Joshua felt a shiver roll through him that had nothing to do with the cold. Coyotes. The wildness creeping closer, the menace lurking beyond the fences and trailers.
"It’s not fine," he admitted. "You wanna come inside? Maybe we can look into that internet thing together. It’d be easier to hate the world with someone else around."
D’arcy shook her head. "Wish I could, but I’ve got twenty minutes to chase cats and pack my stuff. If it’s still there. Never a quiet night with girls around. Savages all of them."
She stepped down onto the frosty gravel, boots crunching sharply in the silence.

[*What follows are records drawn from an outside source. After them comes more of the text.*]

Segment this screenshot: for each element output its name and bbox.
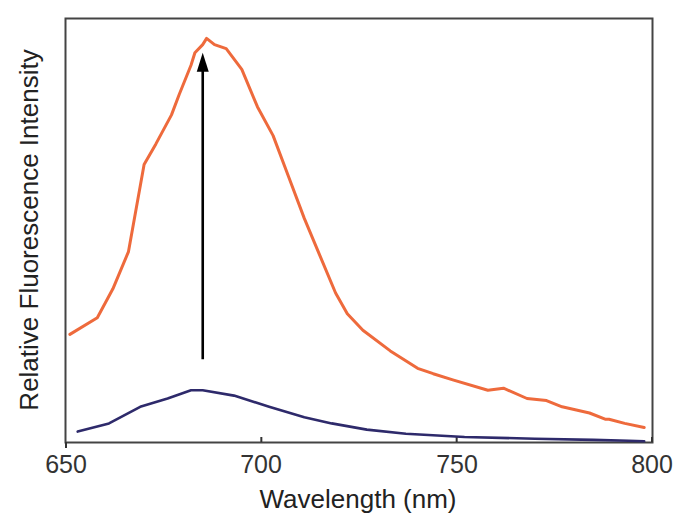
fluorescence-chart: 650 700 750 800 Wavelength (nm) Relative… [0, 0, 691, 530]
increase-arrow-icon [197, 53, 209, 359]
plot-frame [66, 19, 653, 443]
series-line-high [70, 38, 644, 427]
series-line-low [78, 390, 645, 441]
x-tick-label-800: 800 [631, 450, 673, 478]
arrow-head [197, 53, 209, 72]
x-tick-label-750: 750 [436, 450, 478, 478]
x-tick-label-700: 700 [240, 450, 282, 478]
x-axis-title: Wavelength (nm) [260, 484, 457, 514]
y-axis-title: Relative Fluorescence Intensity [14, 49, 44, 410]
x-tick-label-650: 650 [45, 450, 87, 478]
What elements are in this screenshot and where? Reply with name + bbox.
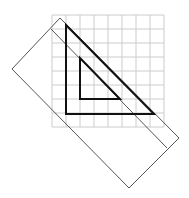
square-grid	[52, 15, 164, 127]
geometry-diagram	[0, 0, 189, 198]
inner-triangle-cutout	[80, 58, 120, 99]
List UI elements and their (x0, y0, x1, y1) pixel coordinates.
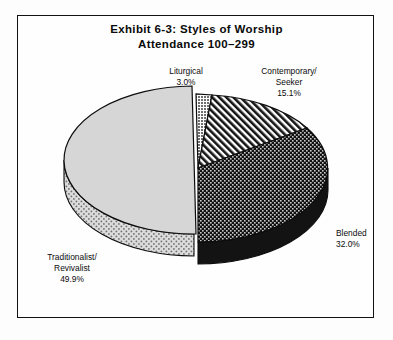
pie-chart-graphic (0, 0, 393, 340)
slice-label-traditionalist-percent: 49.9% (24, 274, 120, 285)
slice-label-liturgical-name: Liturgical (151, 66, 221, 77)
slice-label-liturgical: Liturgical 3.0% (151, 66, 221, 88)
figure-container: Exhibit 6-3: Styles of Worship Attendanc… (0, 0, 393, 340)
slice-label-traditionalist-name-line2: Revivalist (24, 263, 120, 274)
slice-label-contemporary-seeker: Contemporary/ Seeker 15.1% (243, 66, 335, 99)
slice-label-contemporary-name-line2: Seeker (243, 77, 335, 88)
slice-label-contemporary-percent: 15.1% (243, 88, 335, 99)
slice-label-contemporary-name-line1: Contemporary/ (243, 66, 335, 77)
slice-label-blended-percent: 32.0% (336, 239, 392, 250)
slice-label-traditionalist-revivalist: Traditionalist/ Revivalist 49.9% (24, 252, 120, 285)
slice-label-liturgical-percent: 3.0% (151, 77, 221, 88)
slice-label-blended: Blended 32.0% (336, 228, 392, 250)
slice-label-blended-name: Blended (336, 228, 392, 239)
slice-label-traditionalist-name-line1: Traditionalist/ (24, 252, 120, 263)
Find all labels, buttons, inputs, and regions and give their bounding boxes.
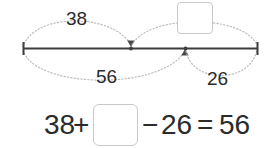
equation-plus-operator: + <box>73 111 89 139</box>
number-line-point-1 <box>129 47 133 51</box>
number-line-point-2 <box>184 47 188 51</box>
arc-label-38: 38 <box>66 9 87 28</box>
equation-result: 56 <box>219 111 250 139</box>
diagram-answer-box[interactable] <box>177 2 213 34</box>
equation-term-1: 38 <box>44 111 75 139</box>
equation-answer-box[interactable] <box>93 104 138 146</box>
equation-minus-operator: − <box>142 111 158 139</box>
math-worksheet-diagram: 38 56 26 38 + − 26 = 56 <box>0 0 275 148</box>
equation-equals-sign: = <box>197 111 213 139</box>
arc-label-26: 26 <box>207 69 228 88</box>
arc-label-56: 56 <box>96 67 117 86</box>
equation-term-2: 26 <box>161 111 192 139</box>
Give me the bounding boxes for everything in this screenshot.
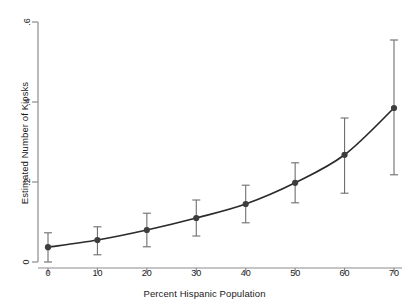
x-tick-label-10: 10 [92,268,102,278]
x-axis-title: Percent Hispanic Population [0,288,409,299]
x-tick-label-70: 70 [389,268,399,278]
axes [32,22,402,274]
x-tick-label-40: 40 [241,268,251,278]
y-axis-title: Estimated Number of Kiosks [19,82,30,204]
x-tick-label-0: 0 [45,268,50,278]
x-tick-label-30: 30 [191,268,201,278]
y-tick-label-0: 0 [21,259,31,264]
plot-area [0,0,409,307]
x-tick-label-50: 50 [290,268,300,278]
y-axis-title-wrap: Estimated Number of Kiosks [14,28,32,258]
kiosk-estimate-chart: 0.2.4.6 010203040506070 Estimated Number… [0,0,409,307]
x-tick-label-20: 20 [142,268,152,278]
error-bars [44,40,398,262]
y-tick-label-p6: .6 [22,18,32,26]
x-tick-label-60: 60 [340,268,350,278]
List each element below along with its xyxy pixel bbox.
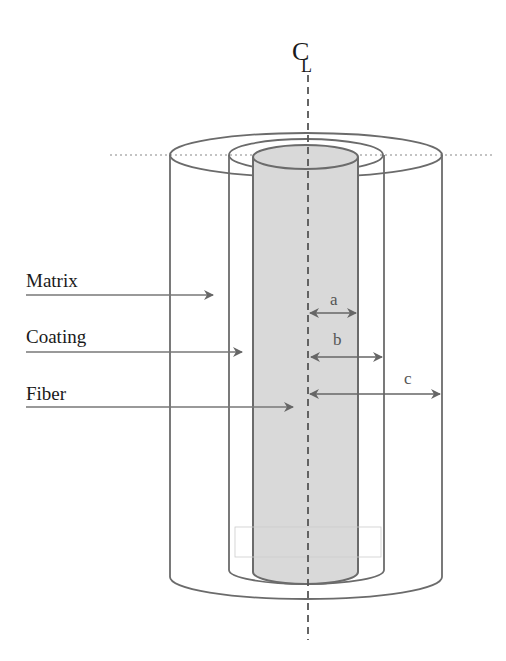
dimension-label-a: a [330, 290, 338, 309]
concentric-cylinder-diagram: C L Matrix Coating Fiber a b c [0, 0, 506, 661]
centerline-symbol: C L [292, 37, 312, 76]
dimension-label-c: c [404, 369, 412, 388]
dimension-label-b: b [333, 330, 342, 349]
centerline-l: L [301, 56, 312, 76]
fiber-cylinder [253, 145, 358, 584]
label-fiber: Fiber [26, 383, 67, 404]
label-matrix: Matrix [26, 270, 78, 291]
label-coating: Coating [26, 326, 87, 347]
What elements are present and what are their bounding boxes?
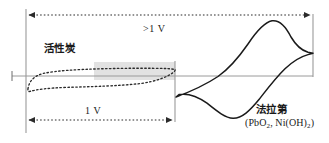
cv-comparison-figure: 活性炭 >1 V 1 V 法拉第 (PbO2, Ni(OH)2) (0, 0, 329, 143)
shaded-overlap-region (94, 62, 175, 80)
faradaic-materials-label: (PbO2, Ni(OH)2) (245, 118, 314, 129)
faradaic-cv-curve (176, 21, 313, 119)
formula-suffix: ) (311, 117, 314, 128)
total-voltage-window-label: >1 V (143, 24, 166, 35)
formula-mid: , Ni(OH) (270, 117, 307, 128)
formula-sub-1: 2 (267, 122, 271, 130)
carbon-voltage-window-label: 1 V (85, 106, 101, 117)
faradaic-label: 法拉第 (256, 104, 287, 115)
activated-carbon-label: 活性炭 (44, 43, 75, 54)
formula-sub-2: 2 (307, 122, 311, 130)
formula-prefix: (PbO (245, 117, 267, 128)
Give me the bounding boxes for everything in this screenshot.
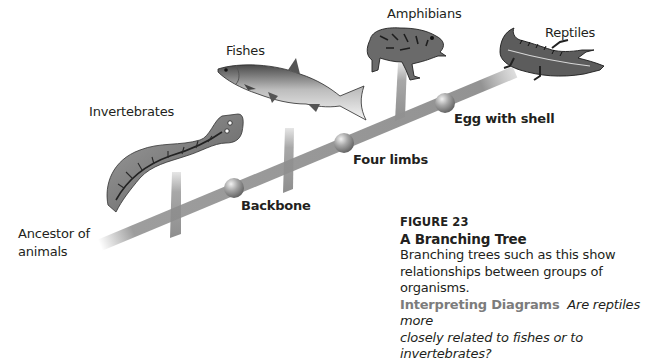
node-four-limbs [334,133,354,153]
skill-label: Interpreting Diagrams [400,297,559,312]
label-reptiles: Reptiles [545,25,595,41]
fish-icon [218,58,366,120]
figure-body-line-2: relationships between groups of organism… [400,264,672,297]
figure-title: A Branching Tree [400,231,672,248]
node-backbone [224,178,244,198]
figure-body-line-1: Branching trees such as this show [400,247,672,264]
node-egg-with-shell [435,93,455,113]
branch-invertebrates [170,172,181,238]
label-amphibians: Amphibians [387,6,462,22]
figure-caption: FIGURE 23 A Branching Tree Branching tre… [400,214,672,362]
label-four-limbs: Four limbs [353,152,428,168]
figure-number: FIGURE 23 [400,214,672,231]
label-fishes: Fishes [226,43,265,59]
question-line-2: closely related to fishes or to inverteb… [400,330,672,362]
figure-body: Branching trees such as this show relati… [400,247,672,297]
figure-question: Interpreting Diagrams Are reptiles more … [400,297,672,362]
label-ancestor-line-1: Ancestor of [18,225,90,243]
label-backbone: Backbone [241,198,311,214]
label-ancestor: Ancestor of animals [18,225,90,261]
frog-icon [367,28,446,80]
label-ancestor-line-2: animals [18,243,90,261]
label-invertebrates: Invertebrates [89,104,174,120]
label-egg-with-shell: Egg with shell [454,111,554,127]
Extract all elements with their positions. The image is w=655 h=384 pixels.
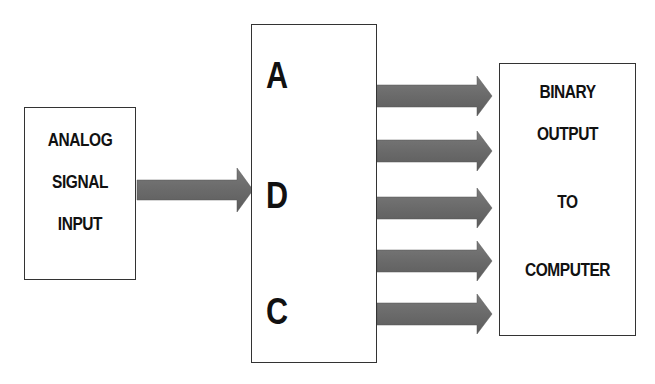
input-arrow-icon <box>137 168 253 212</box>
adc-letter-c: C <box>266 291 288 333</box>
adc-letter-d: D <box>266 175 288 217</box>
input-line-2: SIGNAL <box>33 172 128 193</box>
adc-box: A D C <box>251 24 377 363</box>
output-arrow-5-icon <box>377 294 492 334</box>
output-line-4: COMPUTER <box>509 260 625 281</box>
analog-signal-input-box: ANALOG SIGNAL INPUT <box>24 107 136 280</box>
output-line-1: BINARY <box>509 82 625 103</box>
input-line-3: INPUT <box>33 214 128 235</box>
binary-output-box: BINARY OUTPUT TO COMPUTER <box>499 63 636 336</box>
output-arrow-2-icon <box>377 131 492 171</box>
adc-letter-a: A <box>266 55 288 97</box>
output-line-2: OUTPUT <box>509 124 625 145</box>
output-line-3: TO <box>509 192 625 213</box>
output-arrow-3-icon <box>376 188 492 228</box>
input-line-1: ANALOG <box>33 130 128 151</box>
output-arrow-1-icon <box>376 76 492 116</box>
output-arrow-4-icon <box>377 241 492 281</box>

"There’s gonna be good news for you. I feel it," she said, glancing back through the open door. "Just remember: pictures. Everything."
Joshua nodded, clutching the crumpled receipt like a lifeline. He watched her fade into the shadows between the trailers, swallowed by the cold and darkness.
Alone again, he stared down at the note, whispering to the hum of the heater, "What the hell am I doing?"
Pictures. He could do pictures. Birthday parties, Christmases, summer trips. Maybe even call Mikey’s teacher, plead for photos from school events. Anything to piece together a digital breadcrumb trail.
He clenched his fist, pounding it weakly on the steering wheel before shifting into reverse. But first—there was one last place to photograph. The bus stop, the cold witness to his son’s disappearance.
He exhaled a shaky breath and pulled back onto the road, letting the headlights carve swaths of light through the night. He didn’t know what awaited him, but he had to do something. Anything.